Ok Seungcheol, Mimic, 2022 © Ok Seungcheol

In the exhibition 《After Effect》, the two artists actively exchange and resonate with each other’s artistic perspectives and methodologies. Rather than collaborating on a single work, however, they maintain their independent formats—sculpture and painting—while selectively applying the other’s characteristic elements or highlighting shared similarities. The term “aftereffect,” which can signify post-correction, residual marks, or effects, refers to the symbolic process through which an original image multiplies itself through repeated modification and re-reproduction.
 
Lee Byoungho works by dismantling form (the original) within the grammar of sculpture and re-recognizing the image based on this intentional incompleteness. Elements that had been concealed within fixed forms are brought to the surface, and piles of fragmented units break away from stable structures to be recomposed across time and space, continuously renewing the original.

This reflects an artistic attitude that presents the original as a fluid state through repeated processes of transformation and deconstruction. For this exhibition, Lee assigns physical form to images from Ok Seungcheol’s works, dismantles them again, and recomposes them into piles of units through a process of replication. These are then 3D scanned, printed, and painted, ultimately positioned as new originals within the context of his own practice.


Lee Byoungho, Eccentric Abattis, 2022 © Ok Seungcheol

Ok Seungcheol’s working process primarily involves using Adobe Illustrator to separate or extract partial images or formed shapes as vectors (original images). Within this process, minimal units of image sources such as outlines and colors are repeatedly reorganized and reconstructed. The extracted images are then transformed through different media and become individual originals in their own right. In this exhibition, Ok repeatedly uses the colors and facial components that compose the eyes, nose, and mouth across multiple images. Consequently, the faces appearing in the works function simultaneously as one face (the original) and as multiple proliferating faces (new originals).
 
Both artists persistently challenge fixed conventions and seek to depart from established norms. This two-person exhibition serves first as an opportunity for each artist to reflect on the underlying aspects of their own practice by using the other’s work as a mirror, while also generating new tensions and relaxations. Furthermore, it is expected to provide a chance to more closely examine the central facets of their working methods and attitudes, offering deeper insight into the direction of their artistic practices.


_WHAT YOU SHOULD DO_: Please give back exactly the line with "Detect 'man' in this 703x1024 screenshot." and each line after it through the end of the material, leaving out the pictures.
=== Section Start ===
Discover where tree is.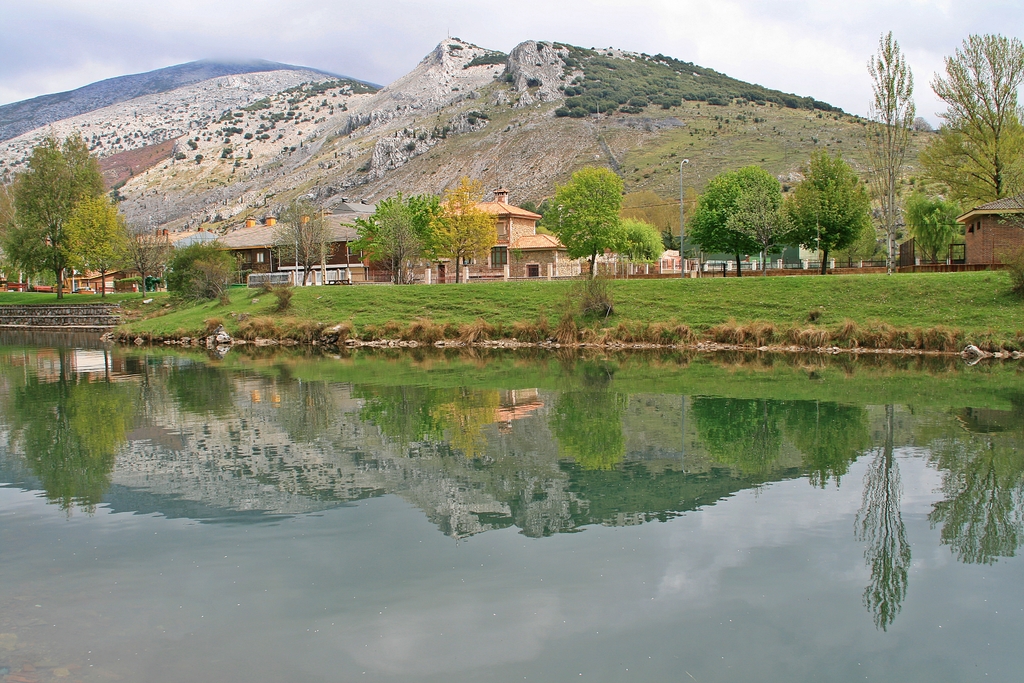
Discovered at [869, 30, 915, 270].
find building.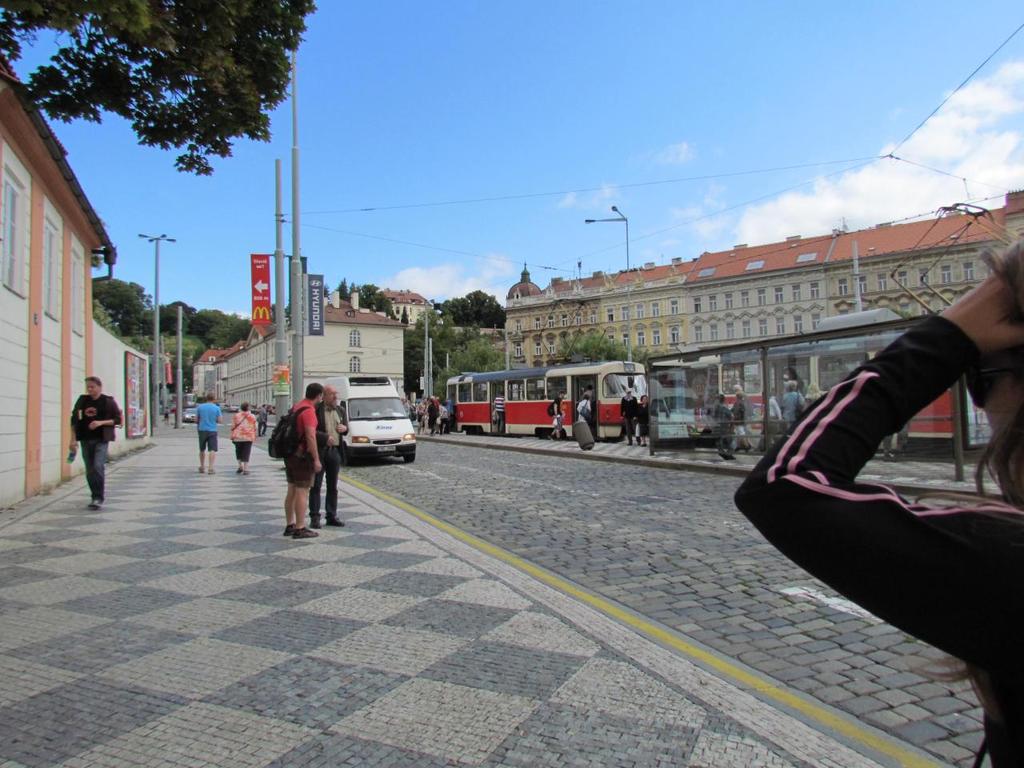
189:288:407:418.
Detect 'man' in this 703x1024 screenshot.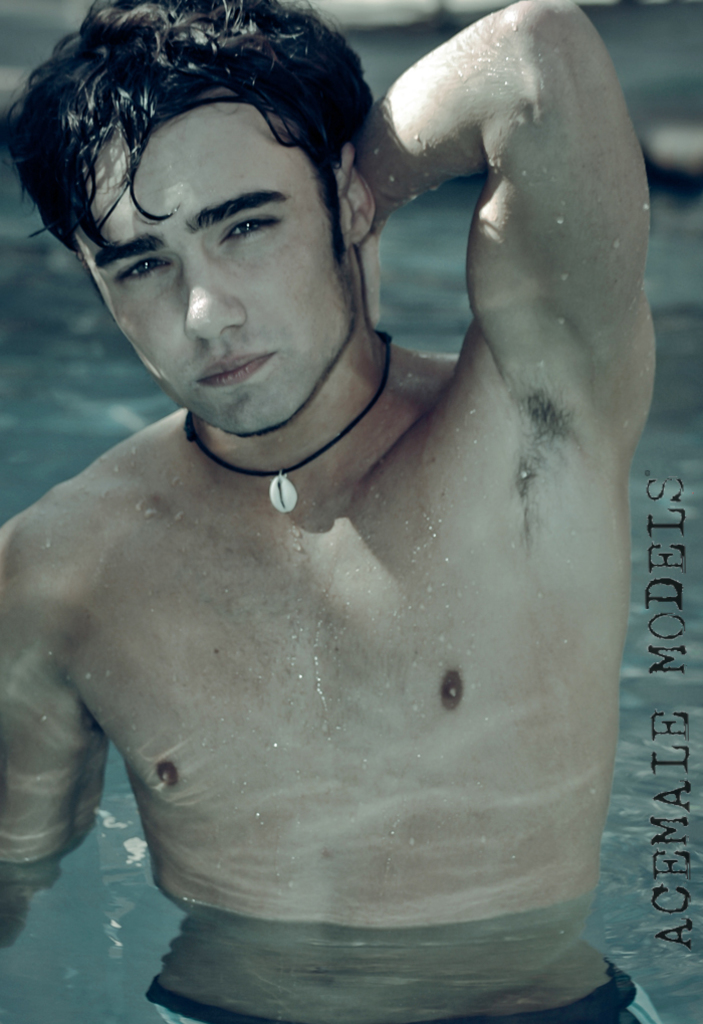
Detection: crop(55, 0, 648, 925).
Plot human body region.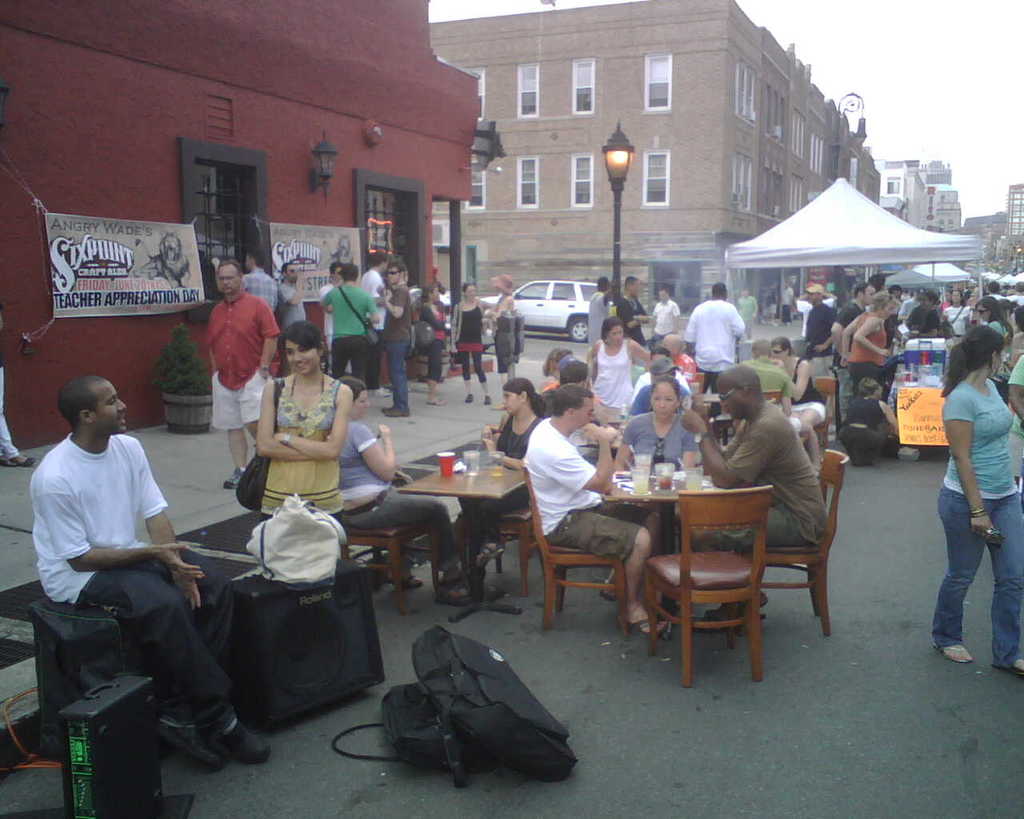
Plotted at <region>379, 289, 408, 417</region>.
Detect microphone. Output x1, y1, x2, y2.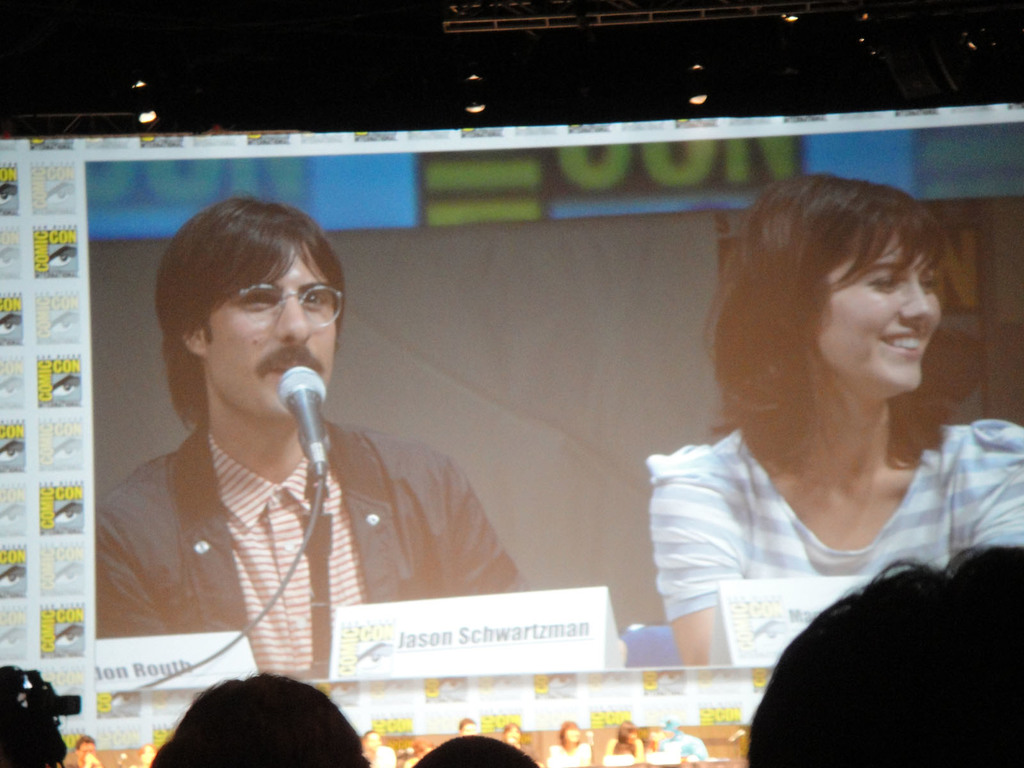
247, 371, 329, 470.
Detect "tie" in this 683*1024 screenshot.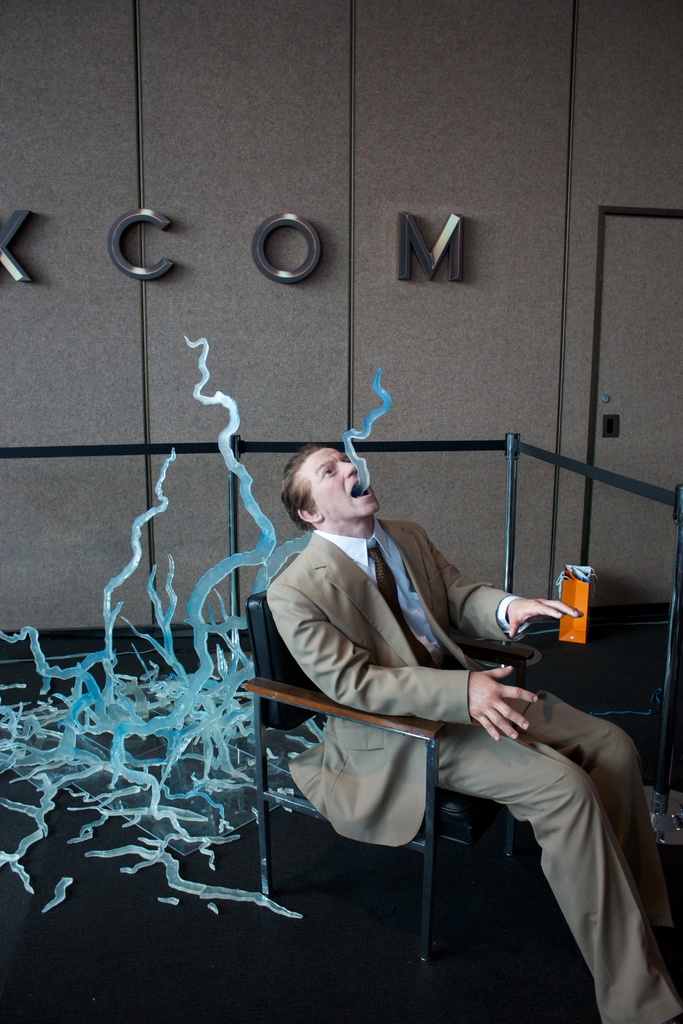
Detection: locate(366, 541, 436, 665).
=== Section End ===
_RESPONSE TO THE EXERCISE_:
Detect 'man' in this 703x1024 screenshot.
Detection: crop(55, 0, 648, 925).
Plot human body region.
Plotted at <region>379, 289, 408, 417</region>.
Detect microphone. Output x1, y1, x2, y2.
247, 371, 329, 470.
Detect "tie" in this 683*1024 screenshot.
Detection: locate(366, 541, 436, 665).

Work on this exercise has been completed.